The Manor has survived through the trials faced by Steeple Ashton, recently undergoing a stunning renovation which remains sympathetic to its historic roots.
Another time, another place, another fine Grade II*-listed village house; the village of Steeple Ashton, five miles from Trowbridge, Wiltshire, was the heart of the great Romsey Abbey estates in the Middle Ages.
In the 16th century, the Tudor poet and antiquary John Leland described it as a ‘praty little market towne’, which ‘standith much by clothiars, and hath praty buyldinge’.
However, following a devastating fire that destroyed many of its mainly thatched buildings, Steeple Ashton fell behind its neighbouring villages and, by the end of the 16th century, the prosperity of the clothing industry was at an end.
After the Dissolution, the Ashton estate passed to Sir Thomas Seymour and, on his fall from grace in 1549, to the Crown, which granted the manor and its lands to William Paulet, Earl of Wiltshire, who, in 1601, sold them to his former tenant John Greenhill. The manor then passed to the Bennett family, who, in 1647, built the present Jacobean house, with its limestone ashlar front, stone-slate roof with tripled gabled front and central gabled stone porch – exactly as it stands today.

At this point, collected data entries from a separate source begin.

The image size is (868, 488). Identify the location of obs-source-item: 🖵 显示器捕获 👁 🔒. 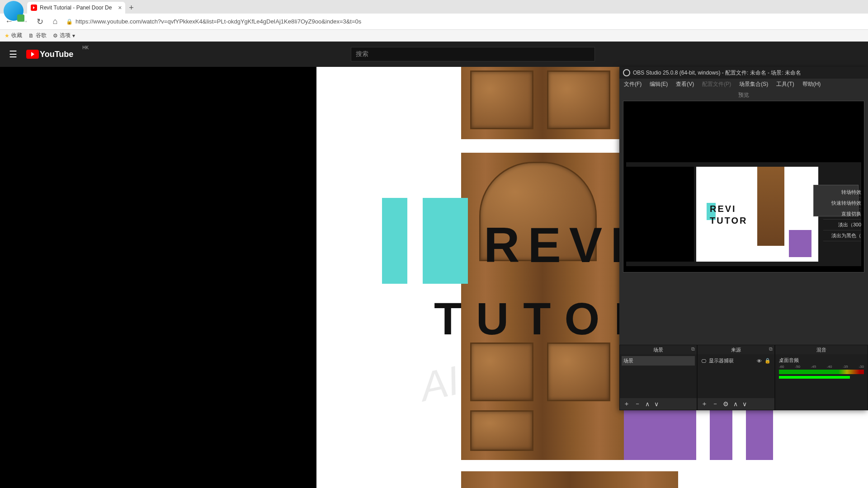
(736, 361).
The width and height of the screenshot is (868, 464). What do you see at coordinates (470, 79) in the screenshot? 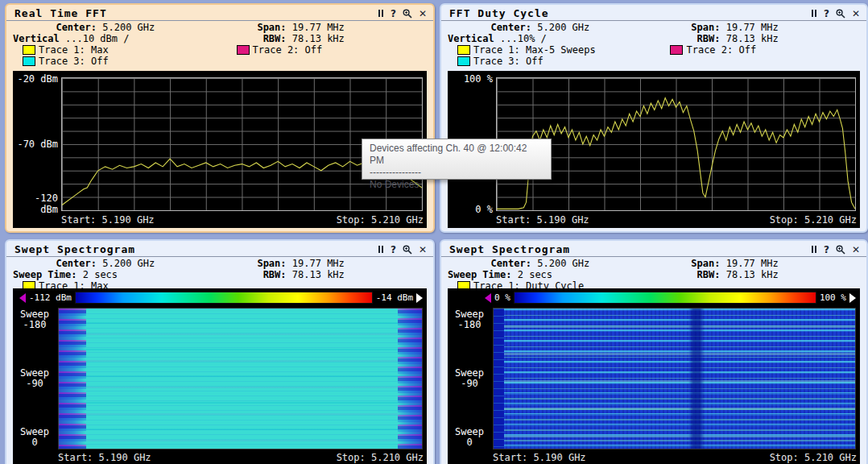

The Manor stands at the heart of Steeple Ashton, still a pretty place much sought-after both by locals and incomers to the region. Now for sale through the Bath office of Savills and Strutt & Parker in Salisbury at a guide price of £2 million, the house offers 7,420sq ft of relaxed living space on three floors, including three main reception rooms, a kitchen with French doors leading into the formal garden, a family/breakfast room, a conservatory, a study, six first-floor bedrooms, plus two bath/shower rooms and a potential self-contained apartment on the second floor.
Behind The Manor’s historic façade, the current owners have significantly improved the house during their 10-year tenure, notably by the creation of an atrium linking the main body of the house to an adjoining courtyard, thereby flooding the interior with light.
Some 2½ acres of gardens and grounds create a tranquil setting for the house that has been lovingly updated in recent years and incorporates a fishpond bordered by speci-men shrubs and trees, including a splendid Magnolia grandiflora, and a lily pond encased on three sides by pleached limes.